Return the records below from the line containing "What do you see at coordinates (309, 112)" onward, exactly, through and including the last line.

▶ **THE DATA**
+---+
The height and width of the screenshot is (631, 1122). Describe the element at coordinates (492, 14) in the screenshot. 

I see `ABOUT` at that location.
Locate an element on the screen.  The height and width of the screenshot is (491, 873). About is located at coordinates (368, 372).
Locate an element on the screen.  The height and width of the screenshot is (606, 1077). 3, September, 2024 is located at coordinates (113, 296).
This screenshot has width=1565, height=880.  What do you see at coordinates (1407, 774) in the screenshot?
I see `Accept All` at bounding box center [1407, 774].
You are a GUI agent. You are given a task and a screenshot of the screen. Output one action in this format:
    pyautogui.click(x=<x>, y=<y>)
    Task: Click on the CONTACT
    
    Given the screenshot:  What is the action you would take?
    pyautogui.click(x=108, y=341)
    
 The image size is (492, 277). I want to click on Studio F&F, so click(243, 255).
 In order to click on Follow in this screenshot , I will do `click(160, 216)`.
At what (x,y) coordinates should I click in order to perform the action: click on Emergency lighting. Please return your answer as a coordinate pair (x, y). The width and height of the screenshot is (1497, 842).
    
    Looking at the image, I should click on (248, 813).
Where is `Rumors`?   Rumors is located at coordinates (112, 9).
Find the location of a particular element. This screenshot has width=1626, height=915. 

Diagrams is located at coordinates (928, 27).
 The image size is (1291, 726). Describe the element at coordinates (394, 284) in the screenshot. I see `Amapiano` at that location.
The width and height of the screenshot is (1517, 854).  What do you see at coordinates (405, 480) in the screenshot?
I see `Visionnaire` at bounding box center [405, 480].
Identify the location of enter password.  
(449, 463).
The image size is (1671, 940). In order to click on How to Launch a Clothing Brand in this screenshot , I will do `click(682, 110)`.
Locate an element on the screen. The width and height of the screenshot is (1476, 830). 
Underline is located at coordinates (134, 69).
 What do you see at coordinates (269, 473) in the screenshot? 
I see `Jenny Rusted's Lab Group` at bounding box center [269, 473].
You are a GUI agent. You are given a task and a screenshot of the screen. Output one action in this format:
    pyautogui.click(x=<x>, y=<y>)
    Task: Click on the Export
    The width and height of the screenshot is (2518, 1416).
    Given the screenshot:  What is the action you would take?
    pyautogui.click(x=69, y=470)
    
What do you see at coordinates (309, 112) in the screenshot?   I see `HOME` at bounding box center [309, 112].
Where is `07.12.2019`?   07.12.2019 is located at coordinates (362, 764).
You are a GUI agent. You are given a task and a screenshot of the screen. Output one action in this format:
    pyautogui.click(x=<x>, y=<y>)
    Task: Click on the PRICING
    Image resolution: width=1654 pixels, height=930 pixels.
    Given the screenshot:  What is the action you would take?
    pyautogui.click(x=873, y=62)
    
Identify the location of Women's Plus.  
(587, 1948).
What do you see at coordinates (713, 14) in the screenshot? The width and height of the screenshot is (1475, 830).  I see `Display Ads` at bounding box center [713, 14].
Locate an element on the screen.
+---+
▶ **RESPONSE TO THE EXERCISE**
What do you see at coordinates (309, 112) in the screenshot?   I see `HOME` at bounding box center [309, 112].
Where is `07.12.2019`?   07.12.2019 is located at coordinates (362, 764).
You are a GUI agent. You are given a task and a screenshot of the screen. Output one action in this format:
    pyautogui.click(x=<x>, y=<y>)
    Task: Click on the PRICING
    Image resolution: width=1654 pixels, height=930 pixels.
    Given the screenshot:  What is the action you would take?
    pyautogui.click(x=873, y=62)
    
Identify the location of Women's Plus.  
(587, 1948).
What do you see at coordinates (713, 14) in the screenshot? The width and height of the screenshot is (1475, 830).  I see `Display Ads` at bounding box center [713, 14].
Locate an element on the screen.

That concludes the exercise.